On May 9, 2007, at 06:19, Dmitry Antipov wrote:
Hello again,

this is a minor LAP peephole optimization intended to remove redundant
'(byte-constant 0) (byte-plus . 0)' byte code insns. As an obvious
example, for

(disassemble (byte-compile '(lambda (x y) (+ x (* 2 y)))))

it will produce

0       varref    x
1       varref    y
2       dup
3       plus
4       plus
5       return

instead of current

0       varref    x
1       varref    y
2       dup
3       plus
4       constant  0
5       plus
6       plus
7       return

This looks like a nice little optimization, yes. But consider that +0 is not always a no-op. If the other value is not numeric, an error will be thrown, and in fact you could use the one-argument form of + as a cheap way to test for a numeric value. So, in a less obvious example:

(defun foo (x y) (+ (quux 2 y)))

becomes:

byte code for foo:
  args: (x y)
0       constant  quux
1       constant  2
2       varref    y
3       call      2
4       constant  0
5       plus    
6       return  

Now if the author of "foo" isn't sure that "quux" is going to return a numeric value, removing the addition changes the semantics of "foo".

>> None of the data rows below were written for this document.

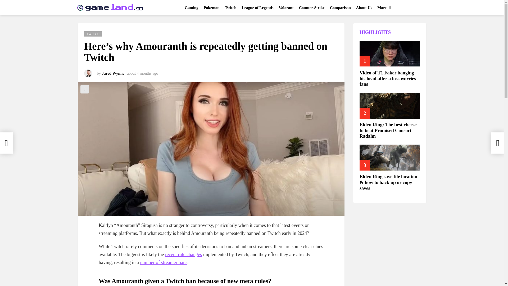 Image resolution: width=508 pixels, height=286 pixels. What do you see at coordinates (340, 8) in the screenshot?
I see `Comparison` at bounding box center [340, 8].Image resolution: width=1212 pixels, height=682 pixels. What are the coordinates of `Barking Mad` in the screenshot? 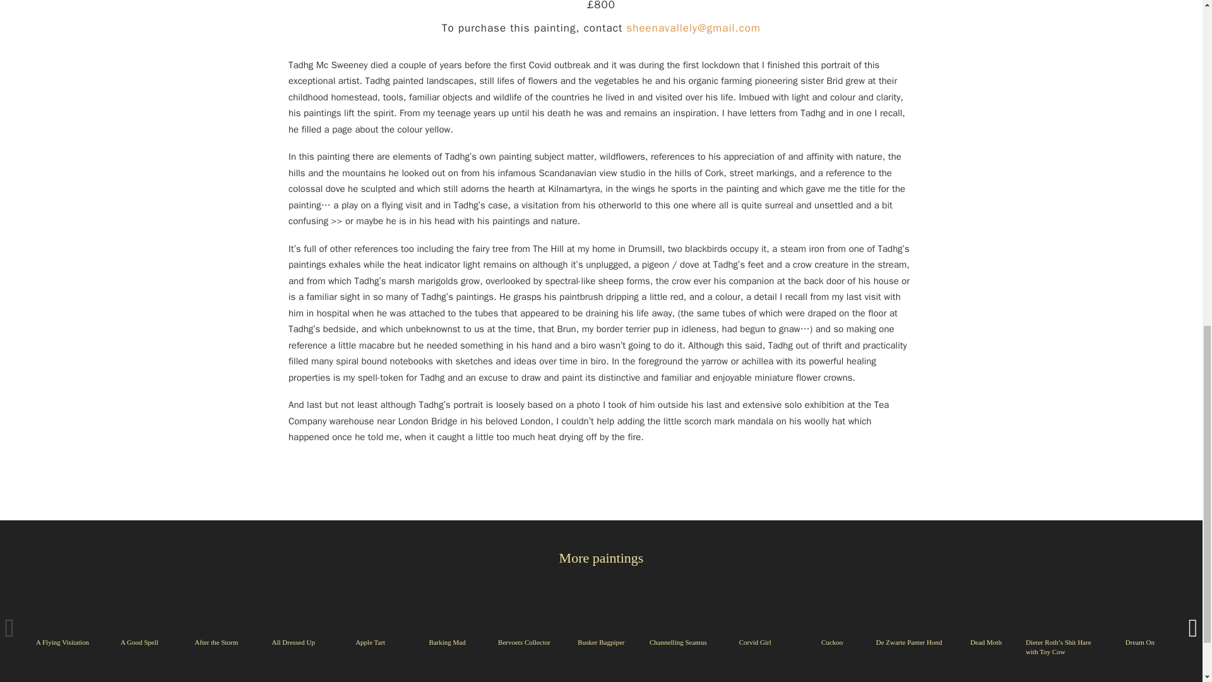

During full bootstrap, this small optimization is performed for more
than 100 LAPs, thus removing ~400 byte code insns. It was also tested by
byte-force-recompile of all lisp, and hopefully it works.

I would guess that in most of these cases it's a safe optimization, but you should really check. If the previous operation is guaranteed to leave a numeric value at the top of the stack, as in your example, and no other code can branch to the +0 sequence, then you can do the optimization; otherwise, you probably shouldn't. (An opcode like plus that generates a numeric value if it doesn't throw an error is easy. Harder is figuring out after popping values off the stack whether the next value left at the top is numeric, especially in the face of branches.)